Schools in Tornado Alley should have shelters for tornadoes
May 21, 2013, 7:40 PM | Updated: 7:40 pm
When I was a kid attending Brighton Elementary School in my sleepy southern Illinois hometown, once a year we would conduct a tornado drill and once every three years we’d get a tornado scare.
The drill consisted of a piercingly persistent bell, a single file line from the classroom, and an orderly aligning of little bodies along a sturdy school wall. You know the routine: Knees to the floor, head between your knees, fingers interlocked behind the head, and wait for that cursed bell to end. The entire process always seemed safer to me than standing on the roof, let’s say, but hardly safe. It seemed then to be thirty years behind progress and that was thirty years ago.

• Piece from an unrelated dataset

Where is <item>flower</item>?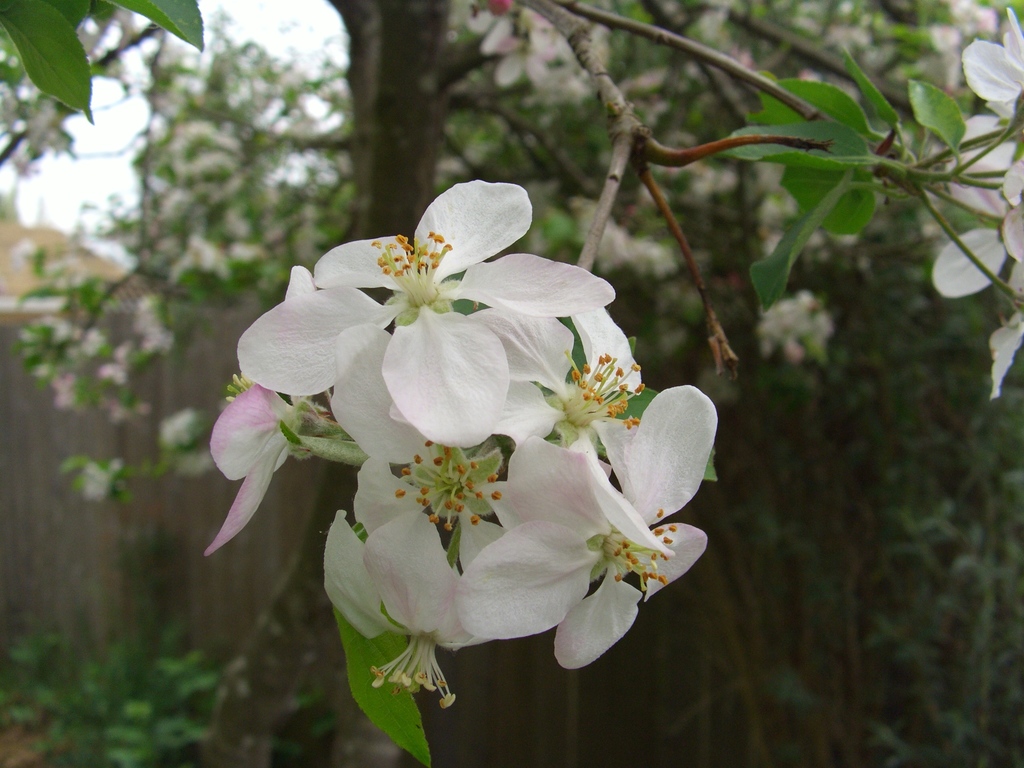
309,446,492,707.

So imagine my surprise to learn that the school in Oklahoma City that was struck by an F4 Monday utilizes the same archaic method for keeping kids safe. After all, this is Oklahoma. Residents aren’t exactly unfamiliar with tornadoes. Spending money on new gym equipment or a gunman to patrol the campus I would think should rank behind establishing a safe room for tornado protection.

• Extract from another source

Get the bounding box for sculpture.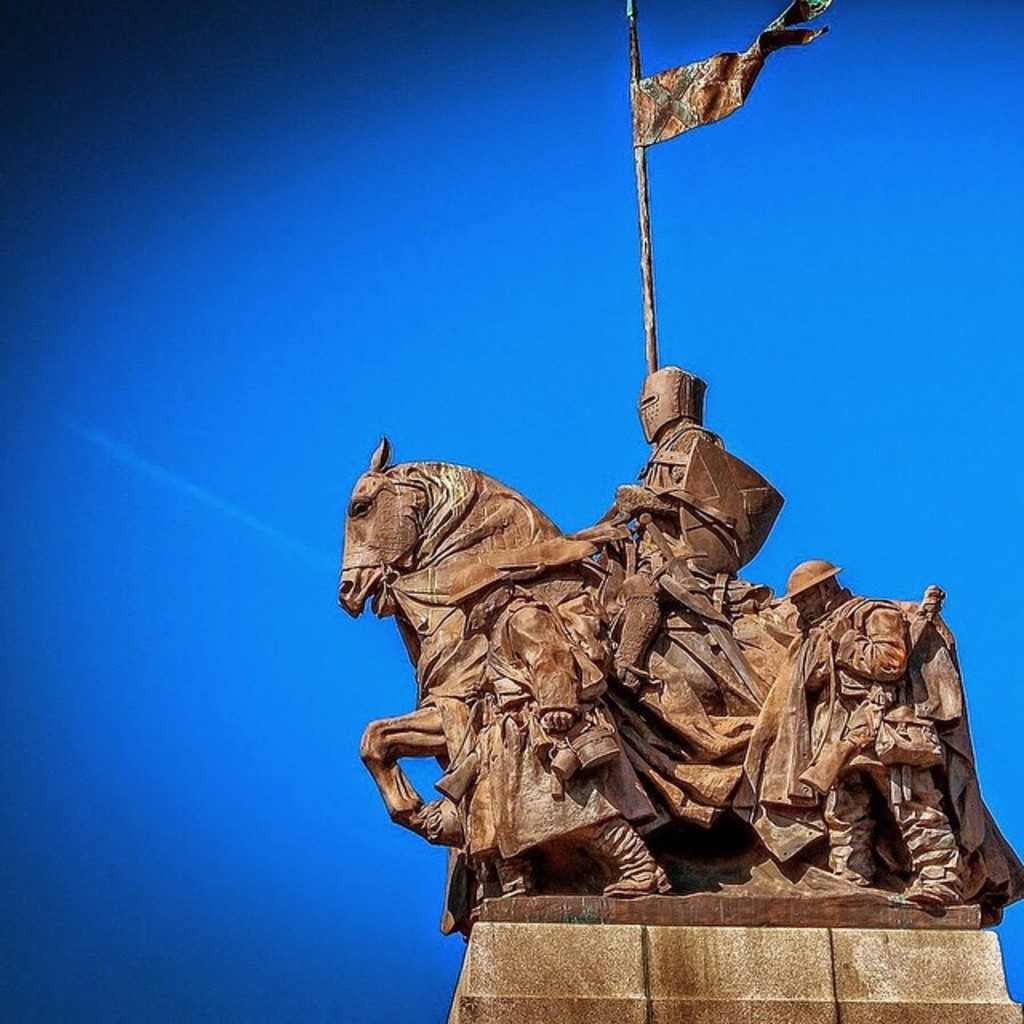
box(358, 464, 1014, 954).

I understand the clay of Oklahoma makes digging basements difficult, but is a reinforced structure designed for multiple purposes but used when needed as a tornado hub out of the question?
It costs money, yes I know, but in April of 2013 Oklahoma Governor Mary Fallin signed four bills into law intended to keep Oklahoma school children safe from a mad gunman.
School shootings, as horrific as they are, remain an incredibly rare event, where tornadoes rip through Oklahoma on an average of 55 twisters per year. I get it. Funding for schools is difficult to come by, but shouldn’t we first focus funding to be used against recurring threats to the safety of our school children?
It is estimated that a homeowner who desires to build a safe room or storm shelter would spend $10,000 on such a project. That may be too pricey for the average homeowner considering the rarity of being hit by a tornado. But, even though larger and more costly, I would think every Oklahoma community might justify the cost for their schools.